Wildlife impacted from the spill totals two beavers, 51 birds, 106 amphibians and 62 small mammals.

Tobin maintains that the site is “for the most part” cleaned up. But she said that bitumen is continuing to come to the surface in “very small quantities” every day through cracks in the ground.

Located roughly 350 kilometres northeast of Edmonton, the oil sands project is situated primarily within the Cold Lake Air Weapons Range and encompasses 73,728 hectares.

A process known as cyclic steam stimulation – sometimes called “huff and puff” – is used to extract the oil at CNRL’s Primrose/Wolf Lake Oil Sands Project in Cold Lake.

The process involves injecting steam to a depth of 500 metres through a wellbore for a period of time and then reversing the flow to produce the bitumen emulsion from the same well.

In their 2014 study on the Cold Lake oil spills, Kevin Timoney of Treeline and Peter Lee, the former director of Global Forest Watch Canada, noted: “That in addition to reducing the viscosity of the bitumen, the method results in deformation, fracturing of bedrock and vertical heave.”

Certainly, the Cold Lake problems would appear to bear that out. Tobin said the same steam that’s pumped in to increase pressure underground, loosen up the bitumen and make it flow more smoothly remains underground for “a long time. The only way to release that pressure is for it to naturally dissipate and that takes time, so the fact that it’s still bringing bitumen to the surface is expected.”

In its most recent update in April 2015 on the leaks, CNRL said it has contained the surface leaks and fully cleaned up all the flow to surface sites.

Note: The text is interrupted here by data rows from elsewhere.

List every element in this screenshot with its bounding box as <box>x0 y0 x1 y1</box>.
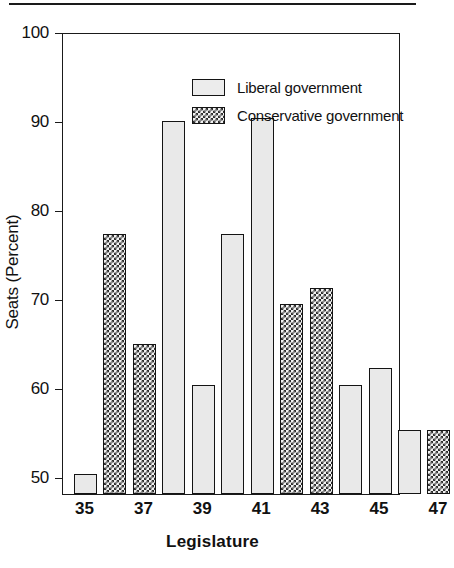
legend-swatch-conservative-icon <box>192 107 225 124</box>
bar-legislature-47 <box>427 430 450 494</box>
y-axis-title: Seats (Percent) <box>3 187 23 357</box>
bar-legislature-35 <box>74 474 97 494</box>
x-axis-tick-label: 37 <box>123 500 163 517</box>
legend-item-liberal: Liberal government <box>192 76 403 98</box>
y-axis-tick-label: 50 <box>31 469 49 486</box>
legend-swatch-liberal-icon <box>192 79 225 96</box>
x-axis-title: Legislature <box>0 532 425 552</box>
bar-legislature-39 <box>192 385 215 494</box>
figure-top-rule <box>9 3 416 5</box>
x-axis-tick-label: 41 <box>241 500 281 517</box>
bar-legislature-41 <box>251 118 274 494</box>
y-axis-tick-label: 70 <box>31 291 49 308</box>
bar-legislature-36 <box>103 234 126 494</box>
x-axis-tick-label: 35 <box>65 500 105 517</box>
legend-item-conservative: Conservative government <box>192 104 403 126</box>
chart-legend: Liberal government Conservative governme… <box>192 76 403 132</box>
bar-legislature-45 <box>369 368 392 494</box>
bar-legislature-42 <box>280 304 303 494</box>
y-axis-tick-label: 60 <box>31 380 49 397</box>
legend-label-liberal: Liberal government <box>237 79 362 96</box>
plot-area: Liberal government Conservative governme… <box>62 33 400 495</box>
y-axis-tick-label: 80 <box>31 202 49 219</box>
x-axis-tick-label: 39 <box>182 500 222 517</box>
bar-legislature-37 <box>133 344 156 494</box>
legend-label-conservative: Conservative government <box>237 107 403 124</box>
bar-legislature-40 <box>221 234 244 494</box>
bar-legislature-38 <box>162 121 185 494</box>
x-axis-tick-label: 45 <box>359 500 399 517</box>
bar-legislature-44 <box>339 385 362 494</box>
y-axis-tick-label: 100 <box>22 24 49 41</box>
x-axis-tick-label: 43 <box>300 500 340 517</box>
y-axis-tick-label: 90 <box>31 113 49 130</box>
x-axis-tick-label: 47 <box>418 500 454 517</box>
bar-legislature-43 <box>310 288 333 494</box>
bar-legislature-46 <box>398 430 421 494</box>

The company noted that the fissures are covered with containment structures and a bitumen collection system is in place.

The AER has good reason to be methodical about issuing a report. For in situ oil sands mining, cyclical steam simulation is the most common and economical way to recover oil that’s too deep for open pit mining.

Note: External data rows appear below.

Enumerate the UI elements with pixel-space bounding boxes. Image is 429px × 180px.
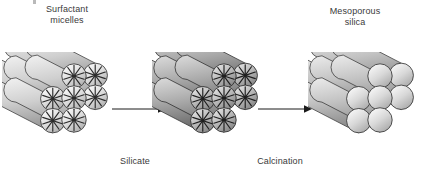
label-surfactant-micelles: Surfactant micelles [12,4,122,26]
mesoporous-silica-cluster [308,52,426,150]
surfactant-micelle-cluster [2,52,120,150]
silicate-coated-cluster [152,52,270,150]
diagram-canvas: Surfactant micelles Mesoporous silica Si… [0,0,429,180]
label-calcination: Calcination [225,156,335,167]
arrow-calcination [258,102,314,116]
label-mesoporous-silica: Mesoporous silica [300,6,410,28]
label-silicate: Silicate [80,156,190,167]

CNRL estimates 80 per cent of oil sands can be recovered using in situ methods.

Any attempts to regulate the process would certainly spark an outcry from the oil producers.

But Timoney and Lee noted in their report “High pressure cyclic steam stimulation methods may be leading to degradative changes in the quality of the groundwater and the integrity and containment of bitumen reservoirs and may be placing adjacent ecosystems at risk bitumen releases that are difficult to control.”